Tuesday, October 16, 2007

maybe reality can be photographed


portrait of my reflection, originally uploaded by zen♫♪.

Most people will say they hate reality shows but will whisperingly confide that they turned on this one and "just got hooked, but it's the only one," (or two) that they can tolerate. I can't seem to watch any of them. Even the dancing ones or the scavenger hunt ones. Least of all the love or roommate or vote-someone-off shows. There's just too little there in terms of a story to interest me. Too much condiment and not enough food.

But there is a reality show I would watch. It would be the reality show of reality shows. It would answer this burning question in my head of "who on earth would want to be on a reality show?

It would be a reality show about reality shows. It would follow a couple or a single person from the decision and idealism of wanting to become a reality show contestant to the disgust or shame or ultimate sell-out that the contestant has become after the show was over. Or after they were voted off. From their own point of view, not the point of view of the reality show itself.

It would show, with as honest an eye as TV could muster, the human life a person lead before their "reality" experience began, with all their hopes of notoriety or money or resolve to "show them how it's done" or whatever motivates a person to humiliate themselves into being filmed acting badly, along with how those dreams were ground down by the Directors and the Executive Producers who find they need to manipulate the contestant's reality to "give good drama." It would of course expose the "reality television" for what it is -- nothing even remotely close to reality -- but all for the good of our reality show, not theirs.

The hardest part of being human is being frail and making mistakes and learning from them and modifying our behavior because of it. Well, the hardest part may be taking that first step to all those steps: admitting it. And here is where my reality show would shine. We would show the people our filmings of their beginnings about what they thought, remind them of their idealism and naivety and let them realize how they look and then turn off the cameras. Allow them to understand what everyone else seems to understand about them But we would not film that realization. If it becomes an epiphany for them, then it does - but the finality of that will not be known by us, who shall be called "the viewer." The "final outcome" that TV loves so much would be left to the viewer's imagination.

What is private, should remain the ownership of the person who experiences reality, and the value of that could oneday become some sort of artistic expression or muted understanding passed along to us in the form of a poem or painting or best yet, a better reality show.

The revolution will not be broadcast, but will be what goes on after the cameras are turned off.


_Exercise prompt_
Could you copy exactly the lines below, beginning at the line with "Image is 395x270 pixels." and stopping after the line with "Image is 644x343 pixels.", with no pictures?

_Extracted data_
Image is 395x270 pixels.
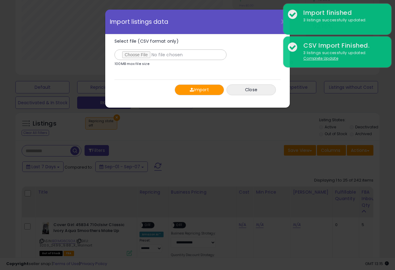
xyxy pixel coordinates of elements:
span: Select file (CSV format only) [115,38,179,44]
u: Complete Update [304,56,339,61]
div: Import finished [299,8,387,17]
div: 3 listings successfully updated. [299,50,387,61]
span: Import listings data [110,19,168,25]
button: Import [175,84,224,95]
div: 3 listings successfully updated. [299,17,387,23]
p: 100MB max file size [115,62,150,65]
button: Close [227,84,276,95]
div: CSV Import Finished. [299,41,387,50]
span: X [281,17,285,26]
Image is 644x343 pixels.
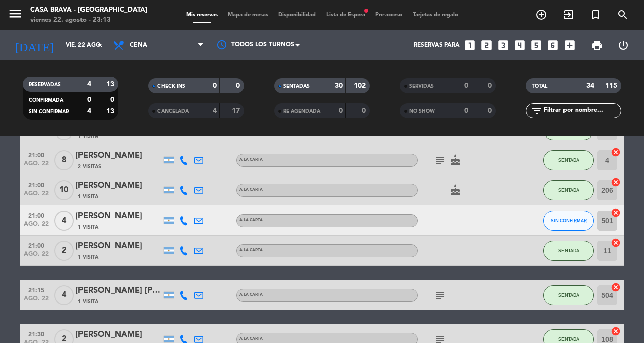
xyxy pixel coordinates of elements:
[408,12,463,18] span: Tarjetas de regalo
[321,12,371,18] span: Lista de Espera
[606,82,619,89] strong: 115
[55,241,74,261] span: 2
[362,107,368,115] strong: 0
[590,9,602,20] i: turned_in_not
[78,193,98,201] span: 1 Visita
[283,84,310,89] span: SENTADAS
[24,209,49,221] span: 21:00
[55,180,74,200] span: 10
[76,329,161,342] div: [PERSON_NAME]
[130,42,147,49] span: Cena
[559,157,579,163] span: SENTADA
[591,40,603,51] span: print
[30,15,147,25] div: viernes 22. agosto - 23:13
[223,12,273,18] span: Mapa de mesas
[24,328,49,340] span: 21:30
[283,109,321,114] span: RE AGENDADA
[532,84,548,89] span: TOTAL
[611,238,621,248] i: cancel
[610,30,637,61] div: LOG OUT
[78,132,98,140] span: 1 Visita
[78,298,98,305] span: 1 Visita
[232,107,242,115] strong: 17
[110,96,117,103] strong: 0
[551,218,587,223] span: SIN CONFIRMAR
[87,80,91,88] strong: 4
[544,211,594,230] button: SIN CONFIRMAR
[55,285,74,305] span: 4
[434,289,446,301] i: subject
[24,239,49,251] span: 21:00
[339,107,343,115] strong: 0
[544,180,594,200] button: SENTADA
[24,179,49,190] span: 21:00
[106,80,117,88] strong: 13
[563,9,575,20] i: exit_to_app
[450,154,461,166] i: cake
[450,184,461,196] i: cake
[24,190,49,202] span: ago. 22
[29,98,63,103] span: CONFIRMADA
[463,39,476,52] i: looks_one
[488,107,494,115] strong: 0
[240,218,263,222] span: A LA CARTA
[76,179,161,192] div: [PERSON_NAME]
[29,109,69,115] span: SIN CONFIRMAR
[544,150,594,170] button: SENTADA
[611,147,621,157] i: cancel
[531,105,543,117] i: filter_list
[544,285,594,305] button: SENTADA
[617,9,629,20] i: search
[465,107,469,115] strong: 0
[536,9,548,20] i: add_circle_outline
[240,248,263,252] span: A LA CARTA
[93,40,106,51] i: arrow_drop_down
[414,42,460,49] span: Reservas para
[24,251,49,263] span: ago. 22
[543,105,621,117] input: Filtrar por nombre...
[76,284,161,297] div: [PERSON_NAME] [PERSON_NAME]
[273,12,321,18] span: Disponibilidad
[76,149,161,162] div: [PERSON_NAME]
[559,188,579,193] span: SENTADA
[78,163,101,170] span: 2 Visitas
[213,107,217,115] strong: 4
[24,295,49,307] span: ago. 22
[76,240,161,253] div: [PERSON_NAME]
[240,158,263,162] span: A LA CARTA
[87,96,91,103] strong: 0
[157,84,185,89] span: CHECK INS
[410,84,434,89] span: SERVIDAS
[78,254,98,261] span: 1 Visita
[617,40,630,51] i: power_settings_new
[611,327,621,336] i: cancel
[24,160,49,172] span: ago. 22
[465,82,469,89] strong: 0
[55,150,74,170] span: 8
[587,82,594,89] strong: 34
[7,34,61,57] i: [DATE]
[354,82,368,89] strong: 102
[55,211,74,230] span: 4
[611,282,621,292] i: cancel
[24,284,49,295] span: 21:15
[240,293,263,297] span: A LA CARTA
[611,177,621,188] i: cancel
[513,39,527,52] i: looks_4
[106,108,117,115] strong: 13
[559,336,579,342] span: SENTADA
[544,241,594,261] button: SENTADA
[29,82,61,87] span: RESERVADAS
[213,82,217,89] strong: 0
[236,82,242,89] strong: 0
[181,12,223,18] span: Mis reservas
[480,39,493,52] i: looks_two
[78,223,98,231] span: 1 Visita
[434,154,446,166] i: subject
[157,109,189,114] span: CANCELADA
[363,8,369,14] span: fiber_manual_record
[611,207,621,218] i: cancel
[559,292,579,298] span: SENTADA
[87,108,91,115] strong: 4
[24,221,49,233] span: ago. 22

---

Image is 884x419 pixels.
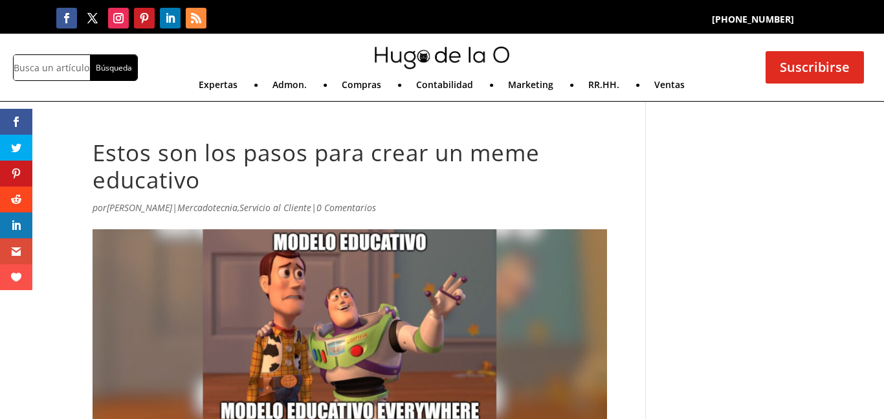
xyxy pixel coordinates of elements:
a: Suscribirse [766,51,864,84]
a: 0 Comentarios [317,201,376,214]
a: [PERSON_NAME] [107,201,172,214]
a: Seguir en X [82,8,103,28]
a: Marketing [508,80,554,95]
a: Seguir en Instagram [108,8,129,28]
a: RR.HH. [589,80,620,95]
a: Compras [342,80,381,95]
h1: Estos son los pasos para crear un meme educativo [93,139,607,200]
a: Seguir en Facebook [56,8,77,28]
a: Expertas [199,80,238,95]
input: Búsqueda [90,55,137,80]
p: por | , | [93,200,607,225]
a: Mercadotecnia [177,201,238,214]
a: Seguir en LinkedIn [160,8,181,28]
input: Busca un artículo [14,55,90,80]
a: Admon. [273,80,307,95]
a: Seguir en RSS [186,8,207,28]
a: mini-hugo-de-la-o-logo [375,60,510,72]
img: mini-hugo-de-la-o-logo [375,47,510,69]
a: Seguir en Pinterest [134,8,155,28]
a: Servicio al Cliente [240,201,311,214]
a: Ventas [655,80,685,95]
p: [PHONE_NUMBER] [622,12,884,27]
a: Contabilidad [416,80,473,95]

_Final answer_
Image is 395x270 pixels.
xyxy pixel coordinates of elements:
span: Select file (CSV format only) [115,38,179,44]
u: Complete Update [304,56,339,61]
div: Import finished [299,8,387,17]
div: 3 listings successfully updated. [299,50,387,61]
span: Import listings data [110,19,168,25]
button: Import [175,84,224,95]
div: 3 listings successfully updated. [299,17,387,23]
p: 100MB max file size [115,62,150,65]
button: Close [227,84,276,95]
div: CSV Import Finished. [299,41,387,50]
span: X [281,17,285,26]
Image is 644x343 pixels.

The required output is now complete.